[box cover]

High Anxiety

The Mel Brooks Box Set Collection

Given the dead-on accuracy of Mel Brooks' directorial eye in his brilliant Young Frankenstein (1974), it seemed like a delicious idea for Brooks to pay the same sort of loving homage to the work of Alfred Hitchcock that he lavished on that of Frankenstein director James Whale. Unfortunately, High Anxiety (1977) falls far short of its potential, with Brooks failing to parody Hitchcock's distinctive visual style and succumbing to his own affection for broad, dumb jokes. He stars as Dr. Richard Thorndyke, the new head of "The Psycho-Neurotic Institute for the Very, Very Nervous" following the suspicious death of his predecessor. The staff is the standard array of Brooksian oddballs, some memorable and others annoying — the always reliable Harvey Korman is Dr. Montague, a smarmy, mustachioed psychiatrist who's engaged in a secret sado-masochistic relationship with the evil Nurse Diesel (a hilarious, disturbing Cloris Leachman, who speaks in a guttural Germanic accent and wears a highly exaggerated bullet bra); Ron Carey as the institute's driver (whose signature bit is to have trouble lifting heavy objects, saying, "I got it … I got it … I ain't got it," a routine that's never funny); Charlie Callas as a patient who thinks he's a cocker spaniel; and Dick Van Patten as a guilt-ridden doctor who wants to clue Thorndyke in on the shenanigans at the institute.
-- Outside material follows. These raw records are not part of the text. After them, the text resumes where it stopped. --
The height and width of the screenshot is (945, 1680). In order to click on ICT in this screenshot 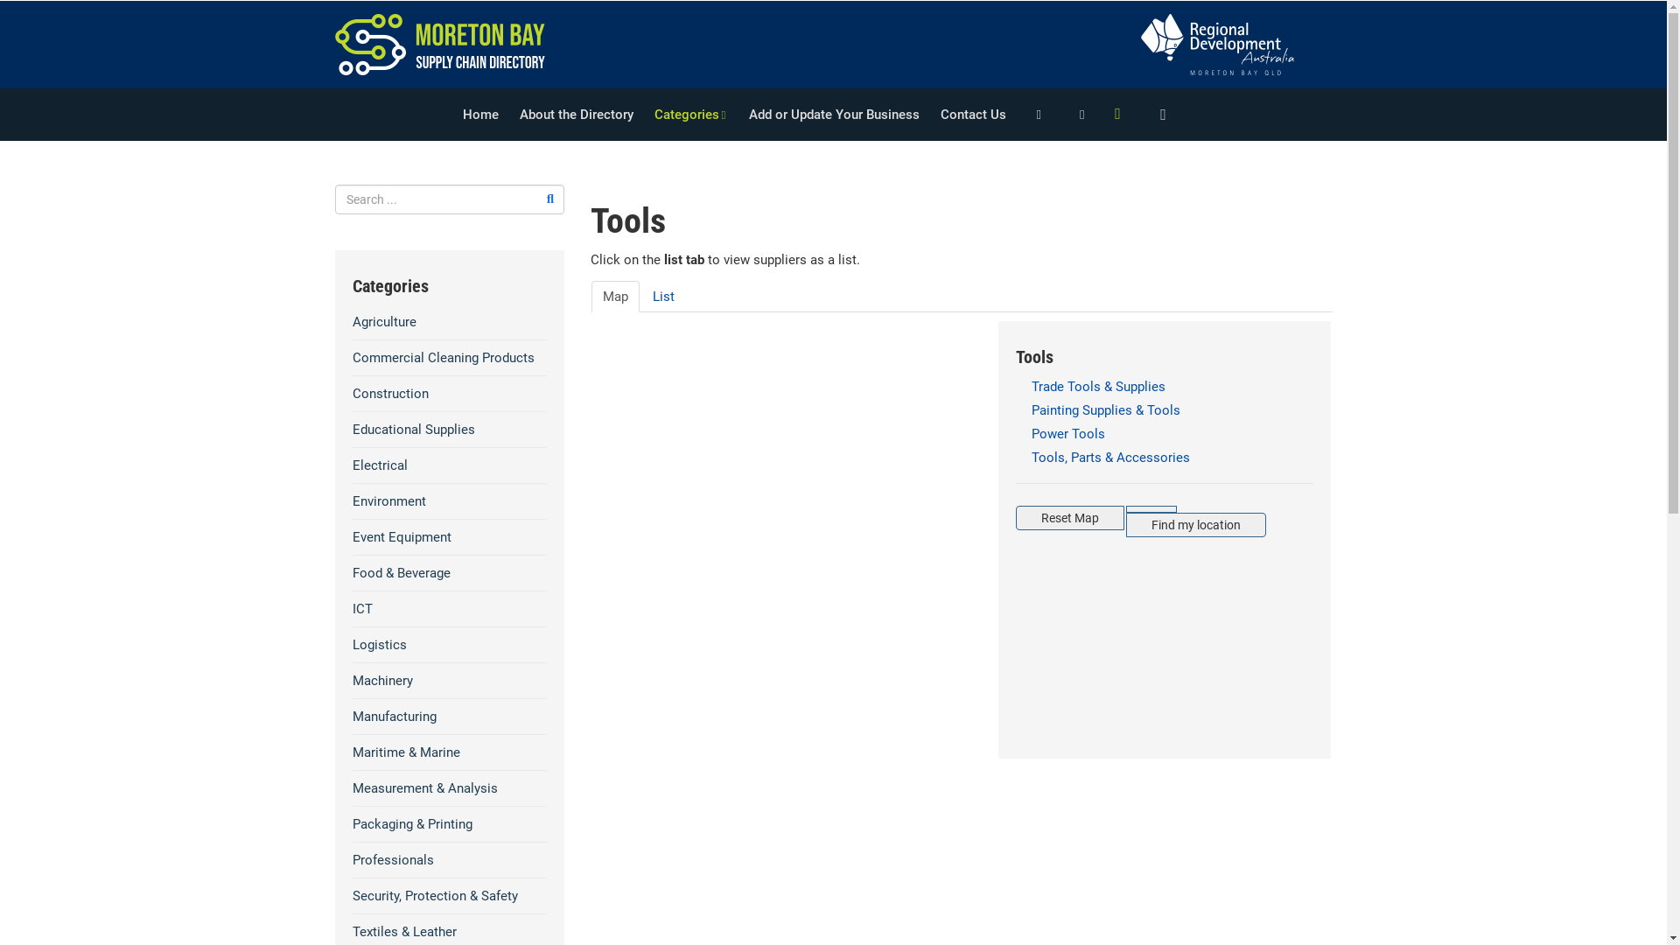, I will do `click(450, 609)`.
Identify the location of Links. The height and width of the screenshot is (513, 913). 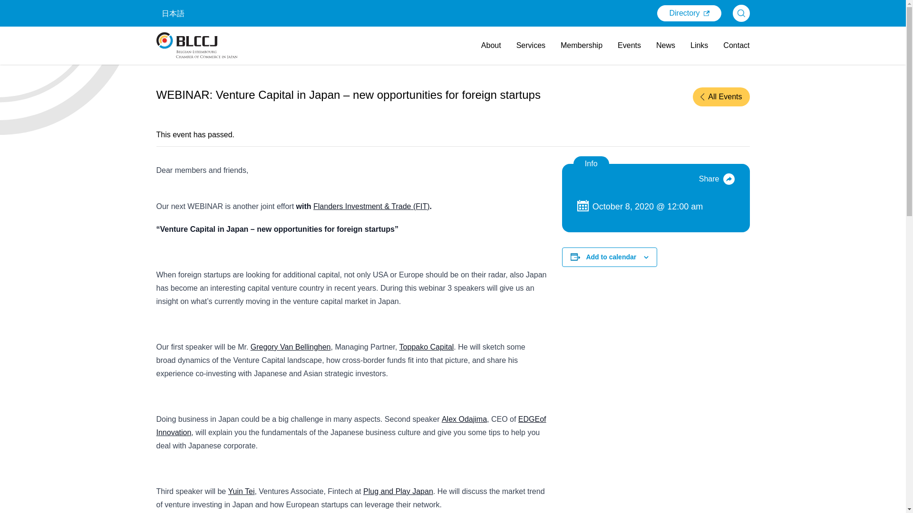
(699, 45).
The most direct Hitchcock parodies in the film are, sadly, are the dumbest. When Van Patten attempts to leave the institute, his car is sabotaged — but instead of the brakes going out like in Hitchcock's North by Northwest, Van Patten's radio is set to play loud rock music, puncturing his eardrums and giving him a cerebral hemorrhage. A too-lengthy setup about Thorndyke wanting a newspaper leads to a Psycho shower scene that could have been golden, copying the classic almost shot-for-shot until the frustrated bellhop charges in and attacks him with it — the end of the scene, with Throndyke's hand grasping the shower curtain and ink from the paper circling the drain is hilarious, until Brooks ruins his own gag by adding an unfunny tag line ("That kid gets no tip"). And his take on The Birds is just one long poop joke. Things pick up a bit halfway through the film when Thorndyke attends a convention in San Francisco and meets Madeline Kahn as the requisite hot-and-cold blonde who's concerned about her father's treatment at the institute. What High Anxiety lacks is the understanding of and love for the source material that Brooks showed in Young Frankenstein and Blazing Saddles (1974), making it an extremely tepid, often stupid mockery of Hitchcock's quirks without any appreciation of his mastery. Sadly, Brooks' Sinatra-esque delivery of the title song in the hotel bar is the most satisfying scene in the picture, reminding us of how very, very good his satire can be when he's not derailed by his love of low-brow humor.

Fox's DVD release of High Anxiety arrives as part of the eight-film "Mel Brooks Collection," available in the box set or separately. The anamorphic transfer (1.85:1) is very, very good — exceptionally clean and bright — and the DD 2.0 audio (stereo English or monaural French and Spanish, with optional English or Spanish subtitles) is quite good as well, although John Morris' score is a pale imitation of Bernard Herrmann. No extras, keep-case (slimline case in the box-set).